I have realised that it is logically made up of a number of services -
database service with connection
Dave Angel wrote:
r0g wrote:
Dave Angel wrote:
r0g wrote:
Dave Angel wrote:
r0g wrote:
Dennis Lee Bieber wrote:
On Tue, 8 Dec 2009 08:26:58 +0530, 74yrs old
withblessi...@gmail.com
declaimed the following in gmane.comp.python.general:
On Dec 9, 2009, at 10:42 AM, Wanderer wrote:
I have a wxPython program which does some calculations and displays
the results. During these calculations if I click the mouse inside the
dialog the program locks up. If I leave the dialog alone the process
completes fine. I have tried running the
The wxPython wiki actually has a page on dealing with long running
tasks called from event handlers called (surprise surprise):
http://wiki.wxpython.org/LongRunningTasks
Hint: the second to last example on that page has the clearest example
- using a worker thread object to do your DoEfficiency()
Wanderer wrote:
I have a wxPython program which does some calculations and displays
the results. During these calculations if I click the mouse inside the
dialog the program locks up. If I leave the dialog alone the process
completes fine.
If anything in your GUI app takes a non trivial
Gabriel Rossetti wrote:
Gabriel Rossetti wrote:
I get this error on python 2.6.1 on mac os x 10.6 :
UnboundLocalError: local variable '_[1]' referenced before assignment
here's the code that raises this:
params = [ self.__formatData(paramProcFunc, query, p) for p in params ]
what I don't
João wrote:
I apologize for my newbiness but I'm banging my head making this work :
(
What change must I made for the tag enforcement being reflected to the
'mail' file? Am I using the WritableObject class correctly?
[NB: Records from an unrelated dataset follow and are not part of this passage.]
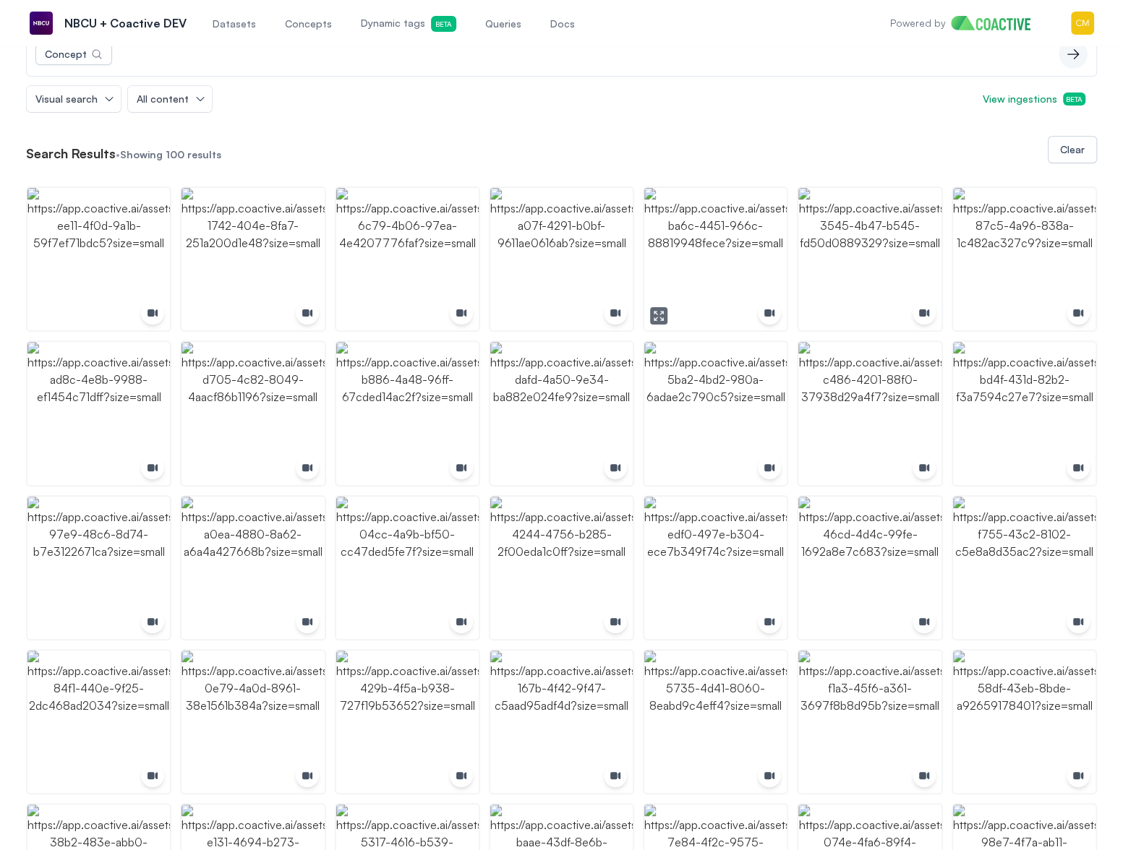  I want to click on img: NBCU + Coactive DEV, so click(41, 23).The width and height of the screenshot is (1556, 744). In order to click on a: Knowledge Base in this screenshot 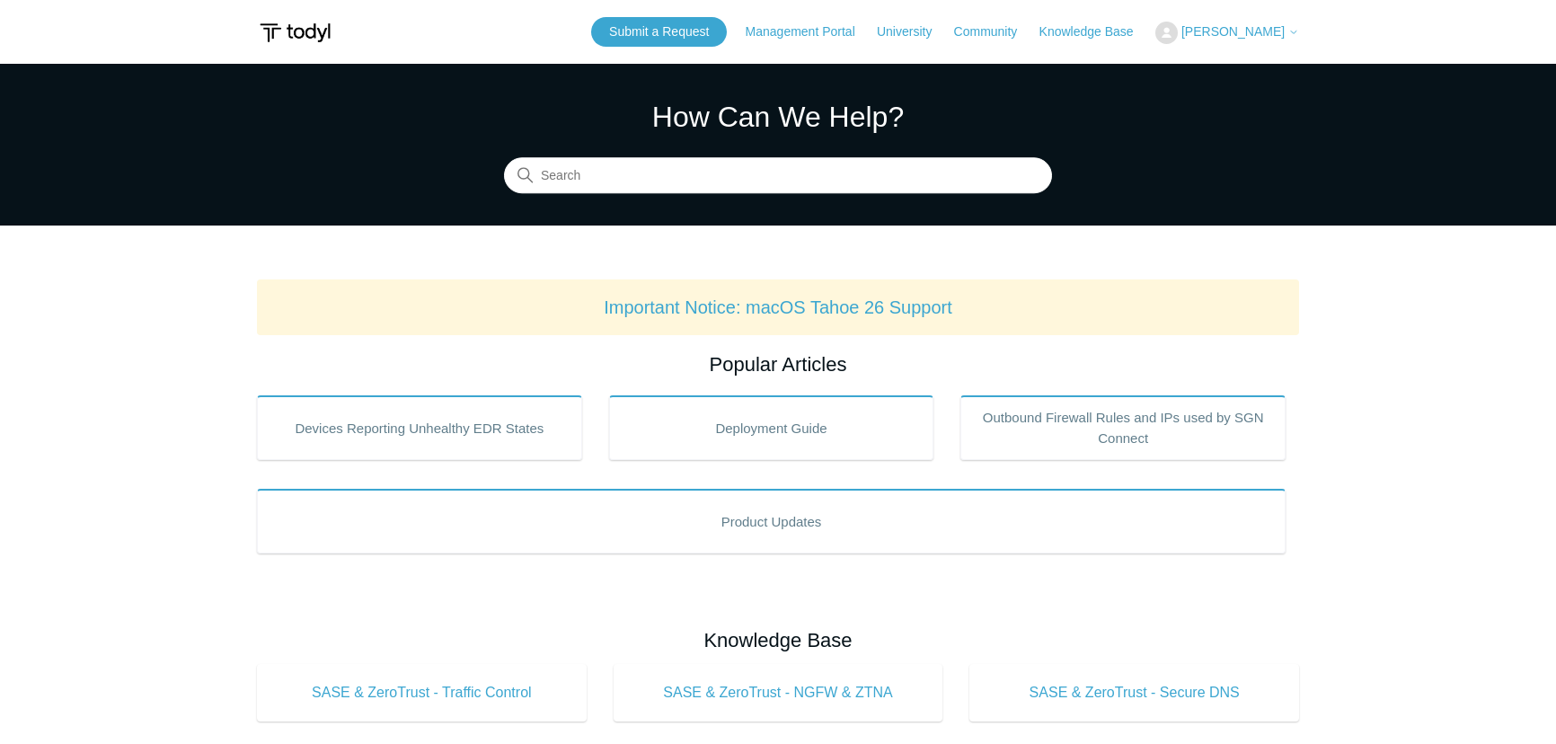, I will do `click(1095, 31)`.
(I'm getting a blank 'mail' file after running the .py script)
How can I see
On Dec 9, 11:48 am, r0g aioe@technicalbloke.com wrote:
Wanderer wrote:
I have a wxPython program which does some calculations and displays
the results. During these calculations if I click the mouse inside the
dialog the program locks up. If I leave the dialog alone the process
ANNOUNCING WHIFF [WSGI HTTP Integrated Filesystem Frames] release 0.7
WHIFF INDEX PAGE: http://whiff.sourceforge.net
The new release adds many new features, including
- Google app engine support with tutorial:
http://whiffdoc.appspot.com/docs/W1100_2300.GAEDeploy
- jQueryUI interactive
Philip Semanchuk wrote:
On Dec 9, 2009, at 10:42 AM, Wanderer wrote:
I have a wxPython program which does some calculations and displays
the results. During these calculations if I click the mouse inside the
dialog the program locks up. If I leave the dialog alone the process
completes fine.
On Mon, 07 Dec 2009 11:04:06 +0100, Jean-Michel Pichavant wrote:
When using shell=True, your process is started in a shell, meaning the
PID of your subprocess is not self.luca.pid, self.luca.pid is the PID of
the shell.
This isn't true for a simple command on Unix (meaning a program name
On Wed, Dec 2, 2009 at 7:42 AM, sturlamolden sturlamol...@yahoo.no wrote:
On 2 Des, 02:47, Patrick Stinson patrickstinson.li...@gmail.com
wrote:
We don't need extension modules, and all we need to do is run some
fairly basic scripts that make callbacks and use some sip-wrapped
types.
Sure,
Dear python community,
I've got a wierd problem and I hope you can help me out at it.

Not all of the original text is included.